Robert Pianta

Closing the gaps

When teachers are more effective, kids learn more

The work of Robert Pianta, ’86, can be found in every Head Start program in the country. Pianta is the creator of an observational assessment of teacher–student interactions known as the Classroom Assessment Scoring System™ or CLASS, which captures interactions that contribute to learning and development. Head Start uses it to improve teaching quality in centers nationwide.

Pianta is an energetic educator who has been making a difference in the field of early childhood education and development throughout his career. An alumnus of the school psychology program, he is now the dean of the University of Virginia’s Curry School of Education. There he continues to study teachers’ effectiveness in the classroom primarily through the ways that they interact with children.

“We pay attention to both the social types of engagement and the way teachers promote children’s learning,” he explains. “When teachers are more effective, kids learn more.”

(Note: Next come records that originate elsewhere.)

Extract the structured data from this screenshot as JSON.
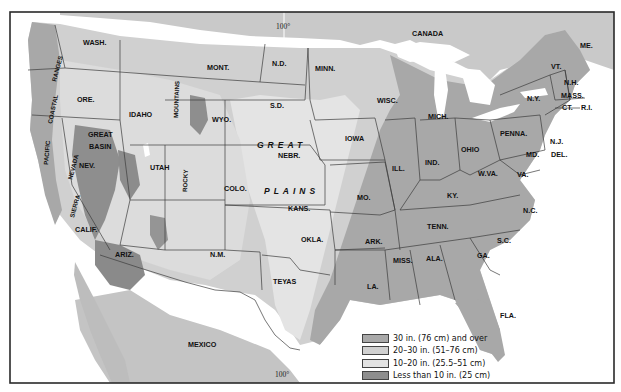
{
  "map": {
    "title": "Average annual precipitation, conterminous United States",
    "meridian_label": "100°",
    "meridian_label_bottom": "100°",
    "country_labels": [
      "CANADA",
      "MEXICO"
    ],
    "colors": {
      "ocean": "#ffffff",
      "lakes": "#ffffff",
      "canada_mexico": "#cbcbcb",
      "zone_30_plus": "#a9a9a9",
      "zone_20_30": "#d0d0d0",
      "zone_10_20": "#e6e6e6",
      "zone_under_10": "#8e8e8e"
    },
    "states": {
      "wash": "WASH.",
      "ore": "ORE.",
      "calif": "CALIF.",
      "nev": "NEV.",
      "idaho": "IDAHO",
      "mont": "MONT.",
      "wyo": "WYO.",
      "utah": "UTAH",
      "ariz": "ARIZ.",
      "colo": "COLO.",
      "nm": "N.M.",
      "nd": "N.D.",
      "sd": "S.D.",
      "nebr": "NEBR.",
      "kans": "KANS.",
      "okla": "OKLA.",
      "texas": "TEYAS",
      "minn": "MINN.",
      "iowa": "IOWA",
      "mo": "MO.",
      "ark": "ARK.",
      "la": "LA.",
      "wisc": "WISC.",
      "ill": "ILL.",
      "mich": "MICH.",
      "ind": "IND.",
      "ohio": "OHIO",
      "ky": "KY.",
      "tenn": "TENN.",
      "miss": "MISS.",
      "ala": "ALA.",
      "ga": "GA.",
      "fla": "FLA.",
      "sc": "S.C.",
      "nc": "N.C.",
      "va": "VA.",
      "wva": "W.VA.",
      "md": "MD.",
      "del": "DEL.",
      "nj": "N.J.",
      "penna": "PENNA.",
      "ny": "N.Y.",
      "vt": "VT.",
      "nh": "N.H.",
      "me": "ME.",
      "mass": "MASS.",
      "ct": "CT.",
      "ri": "R.I."
    },
    "regions": {
      "great": "GREAT",
      "plains": "PLAINS",
      "great_basin_1": "GREAT",
      "great_basin_2": "BASIN",
      "coastal": "COASTAL",
      "ranges": "RANGES",
      "pacific": "PACIFIC",
      "sierra": "SIERRA",
      "nevada": "NEVADA",
      "rocky": "ROCKY",
      "mountains": "MOUNTAINS"
    }
  },
  "legend": {
    "items": [
      {
        "label": "30 in. (76 cm) and over",
        "color": "#a9a9a9"
      },
      {
        "label": "20–30 in. (51–76 cm)",
        "color": "#d0d0d0"
      },
      {
        "label": "10–20 in. (25.5–51 cm)",
        "color": "#e3e3e3"
      },
      {
        "label": "Less than 10 in. (25 cm)",
        "color": "#8e8e8e"
      }
    ]
  }
}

This year Pianta received the high honor of the University of Minnesota’s Outstanding Achievement Award. When he returned to Minnesota to accept it this fall, he made sure to spend time answering questions from graduate students. He also ran the Twin Cities Marathon.

Beginnings in special education

Pianta first took an interest in human development as an undergraduate at the University of Connecticut, where he volunteered with children with disabilities. That led him to a double major in special education and psychology, with a lot of coursework in child development.

Pianta became a special education teacher in a middle school for three years, where he learned a lot about teachers’ interactions and relationships with kids. He knew he wanted his graduate education to combine the type of research with practical application he had read about as an undergraduate.

“Almost everything I read was written by someone at the University of Minnesota,” he remembers. He applied and came to Minnesota, where his advisers were the renowned professors Byron Egeland and Jim Ysseldyke.

“The school psychology program enabled me to combine psychology, education, and human development,” he says. “I couldn’t have landed in a better sandbox.”

Serving more diverse populations

Nominating Pianta for the award, Egeland and Ysseldyke—now professors emeriti in the Institute for Child Development and Department of Educational Psychology respectively—listed his important contributions to help close opportunity gaps for young children, especially those from low-income and poverty settings: Enhancing the relationship between children and teachers. Connecting children, families, and schools. School readiness and transition to kindergarten. Early child care. Supporting dual-language learners in early childhood classrooms.

With so many accomplishments, Pianta is still looking ahead, citing two goals in particular.

“The first is to refine the tools we have and further develop and apply them to more diverse populations,” he says, “as well as understand more about the biological and physiological processes of teachers and children.”

He also wants to examine the tools he and his colleagues have developed at a macro level, seeking insight on the universality of some of the properties of interactions for children’s development.

“There are people using our tools across the world,” Pianta says. “I believe it’s now possible for us to study which factors may account for educational differences among nations.”